Sunday, March 18, 2018

Should pieds-à-terre be taxed more?

From Brick Underground:

The number of apartments being used as pieds-à-terre and short-term vacation rentals in New York City has spiked by over 20,000 in the last three years, and such apartments now make up 2.1 percent of all housing in New York City, according to census data recently released by the city.

The number of apartments listed on the most recent Housing and Vacancy Survey as vacant because of "seasonal, recreational, or occasional use" is now 74,945. This is the highest since the Regional Plan Association started keeping track in 1991 and, as the group's director of community planning Moses Gates notes, more than enough to house the city's entire homeless population. A Department of Housing Preservation and Development spokesman says that the agency can't parse from the data how many of these 75,000 apartments are being rented out on sites like Airbnb versus how many are being used as pieds-à-terre, and indeed there may be some overlap. Still, it's clear that the gain of 69,000 newly built apartments since 2014 is dampened by the simultaneous removal from of nearly a third of that number of apartments the sales and traditional rental markets.

Gates argues that the numbers show the urgent need for the city to create a pied-à-terre tax, so that wealthy people have incentives to sell their apartments or rent them to full-time tenants rather than keeping them empty or occasionally renting them to tourists.

"You're taking housing off the market during a housing emergency," he says. "That should be good enough" for the city to take action. Pied-à-terre owners, he adds, are "not paying city income taxes, but you're using city services to protect your tax investment."

12 comments:

Rob in Manhattan said...

We should consider a "money laundering tax" -since that is what a sizeable portion of the new "luxury" condos are used for.

A report released in 2016 showed that around 40% of recent condo construction, primarily here in Manhattan, was bought by foreigners and often for all-cash.

The Paul Manafort types have been busy fronting for a lot of dirty money.

Rob in Manhattan.

Anonymous said...

Yes they should!
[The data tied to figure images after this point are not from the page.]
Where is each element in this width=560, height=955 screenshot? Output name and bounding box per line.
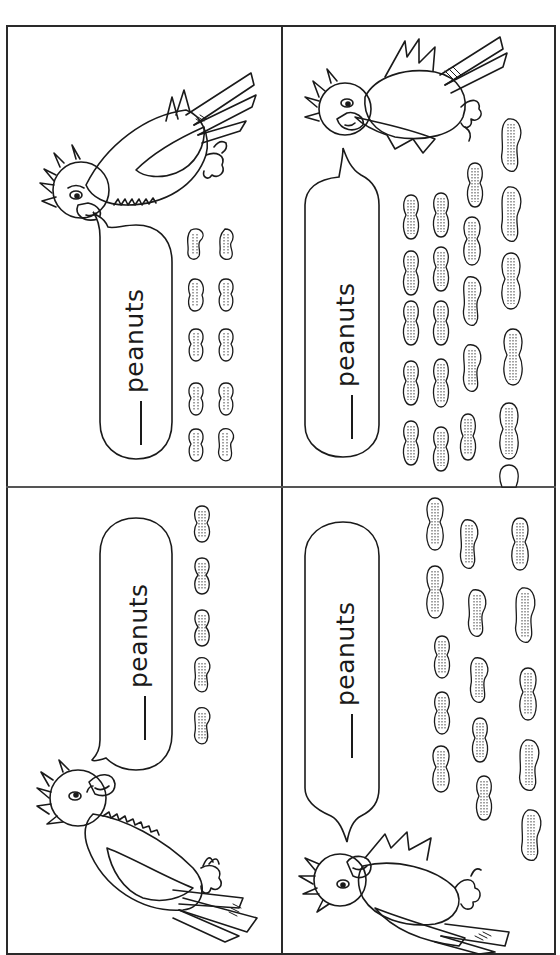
peanut-icon [191, 608, 213, 648]
peanut-icon [430, 425, 452, 473]
peanut-icon [215, 327, 237, 363]
peanut-icon [516, 666, 540, 722]
panel-top-right: peanuts [283, 27, 556, 486]
peanut-icon [429, 744, 453, 794]
peanut-icon [465, 588, 489, 638]
peanut-icon [460, 343, 484, 393]
peanut-icon [508, 516, 532, 572]
peanut-icon [469, 716, 491, 764]
panel-bottom-left: peanuts [8, 488, 281, 948]
peanut-icon [430, 357, 452, 409]
peanut-icon [457, 412, 479, 462]
peanut-icon [467, 656, 491, 704]
peanut-icon [215, 381, 237, 417]
answer-blank[interactable] [144, 696, 146, 740]
peanut-icon [400, 249, 422, 297]
panel-bottom-right: peanuts [283, 488, 556, 948]
peanut-icon [518, 808, 544, 862]
parrot-icon [295, 27, 515, 162]
peanut-icon [464, 161, 486, 209]
peanut-icon [431, 634, 453, 680]
bubble-word: peanuts [120, 288, 149, 393]
peanut-icon [191, 556, 213, 596]
peanut-icon [430, 245, 452, 293]
bubble-word: peanuts [331, 601, 360, 706]
answer-blank[interactable] [351, 395, 353, 439]
peanut-icon [400, 419, 422, 467]
bubble-label: peanuts [331, 282, 360, 439]
answer-blank[interactable] [351, 714, 353, 758]
panel-top-left: peanuts [8, 27, 281, 486]
bubble-label: peanuts [124, 583, 153, 740]
peanut-icon [400, 299, 422, 347]
peanut-icon [473, 774, 495, 822]
bubble-label: peanuts [331, 601, 360, 758]
peanut-icon [400, 359, 422, 407]
peanut-icon [498, 185, 524, 243]
peanut-icon [215, 227, 237, 261]
peanut-icon [457, 518, 481, 570]
peanut-icon [460, 215, 484, 267]
peanut-icon [423, 496, 447, 552]
peanut-icon [191, 706, 213, 746]
peanut-icon [423, 564, 447, 620]
peanut-icon [191, 656, 213, 694]
peanut-icon [185, 327, 207, 363]
peanut-icon [460, 275, 484, 327]
peanut-icon [400, 193, 422, 241]
peanut-icon [516, 738, 542, 792]
peanut-icon [185, 227, 207, 261]
peanut-icon [185, 381, 207, 417]
peanut-icon [500, 327, 526, 387]
parrot-icon [295, 828, 515, 953]
answer-blank[interactable] [140, 401, 142, 445]
peanut-icon [185, 427, 207, 463]
peanut-icon [512, 586, 538, 644]
peanut-icon [191, 504, 213, 544]
bubble-label: peanuts [120, 288, 149, 445]
peanut-icon [496, 401, 522, 461]
peanut-icon [431, 690, 453, 736]
peanut-icon [430, 191, 452, 239]
peanut-icon [430, 299, 452, 347]
bubble-word: peanuts [331, 282, 360, 387]
peanut-icon [498, 251, 524, 311]
peanut-icon [215, 277, 237, 313]
peanut-icon [185, 277, 207, 313]
peanut-icon [498, 117, 524, 173]
bubble-word: peanuts [124, 583, 153, 688]
parrot-icon [33, 758, 273, 943]
peanut-icon [215, 427, 237, 463]
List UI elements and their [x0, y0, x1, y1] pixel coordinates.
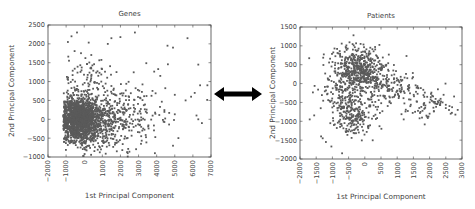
plot-frame — [300, 27, 462, 159]
y-tick-label: 1000 — [280, 42, 297, 50]
y-tick-label: 0 — [293, 80, 297, 88]
y-tick-label: −1500 — [275, 137, 297, 145]
patients-y-axis-label: 2nd Principal Component — [268, 23, 278, 163]
patients-x-axis-label: 1st Principal Component — [300, 192, 462, 201]
x-tick-label: 1500 — [410, 162, 418, 179]
x-tick-label: 2500 — [442, 162, 450, 179]
x-tick-label: 3000 — [458, 162, 466, 179]
y-tick-label: −2000 — [275, 155, 297, 163]
y-tick-label: 500 — [284, 61, 297, 69]
x-tick-label: −1500 — [313, 162, 321, 184]
y-tick-label: −1000 — [275, 118, 297, 126]
x-tick-label: −1000 — [329, 162, 337, 184]
x-tick-label: 1000 — [394, 162, 402, 179]
y-tick-label: 1500 — [280, 23, 297, 31]
x-tick-label: −2000 — [296, 162, 304, 184]
patients-chart: Patients −2000−1500−1000−500050010001500… — [0, 0, 475, 209]
y-tick-label: −500 — [279, 99, 297, 107]
x-tick-label: 500 — [377, 162, 385, 175]
x-tick-label: −500 — [345, 162, 353, 180]
data-points — [308, 34, 458, 154]
x-tick-label: 0 — [361, 162, 369, 166]
x-tick-label: 2000 — [426, 162, 434, 179]
patients-scatter-plot: −2000−1500−1000−500050010001500−2000−150… — [0, 0, 475, 209]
If the rich can afford them then let them be taxed. Why should the rest of us have to subsidize a privileged class. Let them pay their own tab!

Zoë said...

Taxing is not fare because a lot of people who come to New York for a week or so want to rent them because 7 days hotel and eating out costs over $3000.
Hey taxing means books, and that leads to more big brother bullshit.
Why would people in Queens give a shit because from the looks of things, like all the dirty streets, garbage blowing around Grand ave only Manhattan and homeless shelters gets those tax dollars.
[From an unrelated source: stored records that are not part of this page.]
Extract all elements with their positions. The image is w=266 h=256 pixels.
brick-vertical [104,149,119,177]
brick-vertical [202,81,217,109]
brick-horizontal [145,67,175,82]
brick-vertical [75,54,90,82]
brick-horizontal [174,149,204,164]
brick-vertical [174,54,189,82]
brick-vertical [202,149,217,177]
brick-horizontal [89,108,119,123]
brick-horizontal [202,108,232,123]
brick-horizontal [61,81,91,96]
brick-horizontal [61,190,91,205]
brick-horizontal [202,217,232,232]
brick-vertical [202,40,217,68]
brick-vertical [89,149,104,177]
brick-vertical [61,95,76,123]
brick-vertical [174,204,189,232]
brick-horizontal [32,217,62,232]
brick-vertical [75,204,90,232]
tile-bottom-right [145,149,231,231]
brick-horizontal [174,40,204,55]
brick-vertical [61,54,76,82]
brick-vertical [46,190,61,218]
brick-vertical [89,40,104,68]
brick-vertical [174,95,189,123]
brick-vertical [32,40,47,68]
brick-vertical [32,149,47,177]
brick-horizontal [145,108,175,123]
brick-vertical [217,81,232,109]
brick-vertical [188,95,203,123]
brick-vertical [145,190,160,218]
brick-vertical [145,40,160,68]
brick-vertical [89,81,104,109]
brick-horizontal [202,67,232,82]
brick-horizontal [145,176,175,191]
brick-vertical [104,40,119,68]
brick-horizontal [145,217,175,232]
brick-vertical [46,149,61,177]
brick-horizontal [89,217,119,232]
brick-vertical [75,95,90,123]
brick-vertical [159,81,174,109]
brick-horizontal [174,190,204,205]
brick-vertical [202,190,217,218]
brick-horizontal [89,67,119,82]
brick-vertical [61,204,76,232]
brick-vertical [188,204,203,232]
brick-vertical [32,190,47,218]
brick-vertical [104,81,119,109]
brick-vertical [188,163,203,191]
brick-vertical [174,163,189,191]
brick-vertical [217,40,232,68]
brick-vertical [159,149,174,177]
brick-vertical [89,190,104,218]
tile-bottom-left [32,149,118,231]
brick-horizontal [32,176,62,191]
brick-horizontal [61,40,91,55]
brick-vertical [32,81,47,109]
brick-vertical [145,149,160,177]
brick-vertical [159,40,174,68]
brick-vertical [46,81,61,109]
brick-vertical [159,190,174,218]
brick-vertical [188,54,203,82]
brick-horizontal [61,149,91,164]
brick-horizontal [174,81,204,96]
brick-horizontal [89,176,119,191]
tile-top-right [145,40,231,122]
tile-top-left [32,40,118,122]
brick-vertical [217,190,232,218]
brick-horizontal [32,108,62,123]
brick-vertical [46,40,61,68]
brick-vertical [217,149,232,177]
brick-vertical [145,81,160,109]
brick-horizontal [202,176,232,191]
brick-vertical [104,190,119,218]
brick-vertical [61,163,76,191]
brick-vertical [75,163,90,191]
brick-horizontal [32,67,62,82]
My parents stay in Condos when they visit, its the only way they can afford it. People need to F Off !!!.

Z :):)

Anonymous said...

Why don't you go visit your parents instead of vice versa

Anonymous said...

they are already paying property taxes that the city has been obviously wasting on paying triple the market rate for hotels for homeless-----

Anonymous said...

Pied a terre owners are already paying property taxes and are barely using any of the services. They're net contributing to the system, which is more than I can say for a lot of the residents.

Zoë said...

"Why don't you go visit your parents instead of vice versa"

Thats easy: Because they like NYC vacation's, who the hell in a right frame of mind wants spend summer vacation in boring Ohio.

Id love to see the people around here react to waking up in the morning, get into a freezing car, warm it up and drive 10 or more miles for work or even a newspaper, coffee and donuts. --shitty stale donuts at that! Half the neighbors are trash alcoholics, meth heads or skin heads.
Trust me, Queens is paradise despite its problems!!
You New Yorker's dont appreciate how lucky and easy you have it, you dont have a clue what hard living is.


Anonymous said...

I'd like to have a second...maybe third home.
It's called a LUXURY. Tax 'em up the wazoo!
There are people who are lucky to have one residence. Hmmmm....and then there are the homeless. If you can't afford your luxuries then FUCK YOU!
I ain't payin' for 'em !!!!!!

Anonymous said...

I don't see why not. Those apartments could be housing people who work in NYC, who pay income taxes in NYC. If they're going to get themselves a vacation apartment in the tightest real estate market in the country, they should be paying the City as a whole for the privilege, and not just their landlord.

Anonymous said...

Place is so upside down. The city takes over hotels to place the homeless permanent residents. Tourists don't have a hotel to book at a reasonable price so they go to AirBnB and rent an apartment for a week. The city is after the owners of the AirBnB properties, but the tourists have no place else to go. On top of all this the city is loosing hotel taxes because the hotels are occupied by homeless.

Anonymous said...

Did that dumbass Zoe really just say new Yorkers got it easy cause we got donuts? Are you fuckin kidding me. Meanwhile she's braggin about where her parents stay when they visit. Wow, wish my parents could afford a vacation.

Hey Zoe, try working your whole life away in NYC to find out you can't afford it anymore cause some bitchy Ohio transplant decides they want the NYC "experience". See how easy it is then.

Anonymous said...

Yes- please go back to Ohio, Zoe!!!!